Meanwhile, the British Army was comfortably lodged at Philadelphia, where they enjoyed a steady supply of food sent not from England, but over land from … the farmers around Valley Forge!
The Continental Army was wasting away while the hated redcoats were dining fairly well, thank you very much, from the bounty of nearby Pennsylvanian farms.
How did such a travesty come to pass?
By the divine operation of the free market, of course, the last God standing in our hoary universe.
Local farmers didn’t like to sell their produce to George Washington because he paid in nearly worthless currency, the Continental, whereas the British paid in pounds sterling, the choicest coin of the day.
Politics had nothing to do with it. It was a shrewd, sound economic calculation. It was the invisible hand of the market.
I can hear Jim Cramer, or Lawrence Kudlow, or any of the other epidermal infections on CNBC spasmodically cheering them on right now: Take the smart money! It’s a no-brainer!
Thus, from the storied mists of America’s past, we’re offered a prenatal glimpse of our developing national character, not in the stalwart figure of George Washington, but in the mercenary behavior of colonial husbandmen — our true spiritual forebears.
George Washington, on the other hand, displayed some unsavory conduct that would probably get him cashiered in today’s warfare state, as well as subject him to great, gushing heaps of slander from the Morlocks on Fox News and right-wing talk radio.
To wit: when somebody suggested to Washington that they simply confiscate all the adjoining farms and remove the locals in order to deprive the British of supplies, he refused. Such harshness, he argued, would be worse than the problem it was intended to solve. He recognized that wholesale violence against the civilian population would not only be futile, but counter-productive.
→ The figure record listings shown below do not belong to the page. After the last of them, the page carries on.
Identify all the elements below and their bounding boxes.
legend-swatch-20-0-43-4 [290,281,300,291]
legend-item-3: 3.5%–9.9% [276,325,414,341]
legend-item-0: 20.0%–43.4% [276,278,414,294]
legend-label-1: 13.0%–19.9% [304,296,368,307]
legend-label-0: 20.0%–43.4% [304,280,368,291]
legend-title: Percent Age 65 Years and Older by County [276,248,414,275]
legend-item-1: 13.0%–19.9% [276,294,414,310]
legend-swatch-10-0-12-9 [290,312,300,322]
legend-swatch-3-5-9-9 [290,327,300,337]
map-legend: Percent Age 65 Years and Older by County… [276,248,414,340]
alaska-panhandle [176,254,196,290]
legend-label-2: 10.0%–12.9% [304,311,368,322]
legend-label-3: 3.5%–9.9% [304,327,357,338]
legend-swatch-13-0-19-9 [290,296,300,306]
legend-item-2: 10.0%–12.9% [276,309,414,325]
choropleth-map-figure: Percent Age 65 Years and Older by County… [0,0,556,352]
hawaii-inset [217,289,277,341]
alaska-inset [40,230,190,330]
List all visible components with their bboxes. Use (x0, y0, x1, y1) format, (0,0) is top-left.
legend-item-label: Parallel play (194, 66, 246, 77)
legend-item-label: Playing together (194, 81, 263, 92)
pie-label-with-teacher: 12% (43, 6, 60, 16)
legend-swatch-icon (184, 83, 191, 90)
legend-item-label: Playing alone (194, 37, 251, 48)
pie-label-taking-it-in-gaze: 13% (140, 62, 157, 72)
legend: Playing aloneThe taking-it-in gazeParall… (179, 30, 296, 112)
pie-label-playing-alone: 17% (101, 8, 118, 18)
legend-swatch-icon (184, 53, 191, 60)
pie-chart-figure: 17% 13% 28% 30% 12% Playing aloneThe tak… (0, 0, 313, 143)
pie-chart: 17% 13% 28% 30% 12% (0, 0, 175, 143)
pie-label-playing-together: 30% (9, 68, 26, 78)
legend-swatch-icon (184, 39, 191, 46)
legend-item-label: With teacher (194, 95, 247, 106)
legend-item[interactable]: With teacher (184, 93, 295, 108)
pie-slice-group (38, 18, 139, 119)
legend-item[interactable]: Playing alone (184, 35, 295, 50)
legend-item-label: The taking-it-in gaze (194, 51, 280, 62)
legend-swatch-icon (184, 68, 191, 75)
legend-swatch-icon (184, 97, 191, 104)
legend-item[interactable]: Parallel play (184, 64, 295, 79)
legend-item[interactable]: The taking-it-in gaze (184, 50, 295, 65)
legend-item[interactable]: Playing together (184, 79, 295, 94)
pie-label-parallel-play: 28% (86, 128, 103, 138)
And it would also be immoral. The “horror of depopulating a whole district,” he said, “would forbid the measure.” (I lifted the quote from American Creation: Triumphs and Tragedies at the Founding of the American Republic, by Joseph Ellis).
So Washington refused, on both moral and strategic grounds, to implement a policy that’s now fairly standard in U.S. wars, and which flag-waving American consumers regard with bovine passivity: pacification. He refused to burn the village in order to save it.
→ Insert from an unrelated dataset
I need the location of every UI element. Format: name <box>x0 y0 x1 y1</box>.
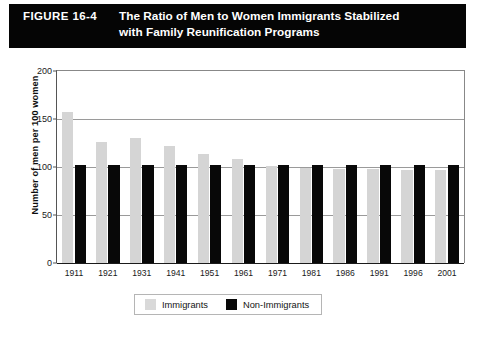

How positively un-American.
You could say the concept of winning hearts and minds has undergone a slight transformation in the years between Valley Forge and Fallujah.
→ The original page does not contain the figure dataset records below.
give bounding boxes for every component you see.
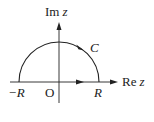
imaginary-axis-arrowhead xyxy=(57,22,62,30)
real-axis-arrowhead xyxy=(110,80,118,85)
r-label: R xyxy=(93,85,102,100)
contour-label: C xyxy=(90,40,99,55)
axis-direction-arrow xyxy=(76,80,84,85)
neg-r-label: −R xyxy=(8,85,25,100)
contour-diagram: Imz Rez C −R O R xyxy=(0,0,154,122)
imaginary-axis-label: Imz xyxy=(45,4,68,19)
origin-label: O xyxy=(45,85,54,100)
real-axis-label: Rez xyxy=(122,74,145,89)
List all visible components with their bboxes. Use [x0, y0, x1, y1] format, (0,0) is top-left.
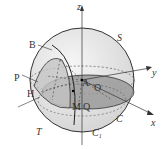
label-S: S	[117, 32, 122, 43]
label-H: H	[27, 88, 34, 99]
label-M: M	[72, 101, 81, 112]
x-axis-label: x	[150, 117, 156, 128]
label-A: A	[82, 77, 90, 88]
x-arrow-icon	[147, 110, 154, 115]
point-A	[72, 90, 74, 92]
label-P: P	[14, 72, 20, 83]
label-T: T	[36, 126, 43, 137]
z-axis-label: z	[76, 1, 81, 12]
y-axis-label: y	[151, 67, 157, 78]
label-Q: Q	[83, 101, 91, 112]
label-B: B	[29, 39, 36, 50]
label-C1-sub: 1	[99, 133, 102, 139]
label-O: O	[94, 82, 101, 93]
label-C: C	[116, 113, 123, 124]
sphere-diagram: z y x B S P H A O M Q T C C1	[0, 0, 163, 149]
(This is not to say that George was an angel. He did publicly execute men caught sending supplies to the British in Philadelphia, and occasionally left their bodies strewn along the road as a warning to any other budding entrepreneurs, but that was regarded as an extreme measure undertaken because of dire necessity. Now it’s the military equivalent of a slap on the wrist, and we send American soldiers thousands of miles around the world to do such things on a routine basis. George Washington was responding to an immediate, pressing crisis. We’re doing it now because of … why, exactly?)
Who is more familiar to contemporary American eyes, a general cum politician with common sense and some small measure of humanity, or a bunch of opportunistic profit seekers scrambling to make a buck, regardless of the consequences? Which character type is today more celebrated, more envied, and more sneakily admired? Which type shanks his way up to the highest peaks of American public life?
Which type now makes the rules?
Who are the real founding fathers?
Next Fourth of July, don’t forget to tip your tin cup to the true progenitors of the American way.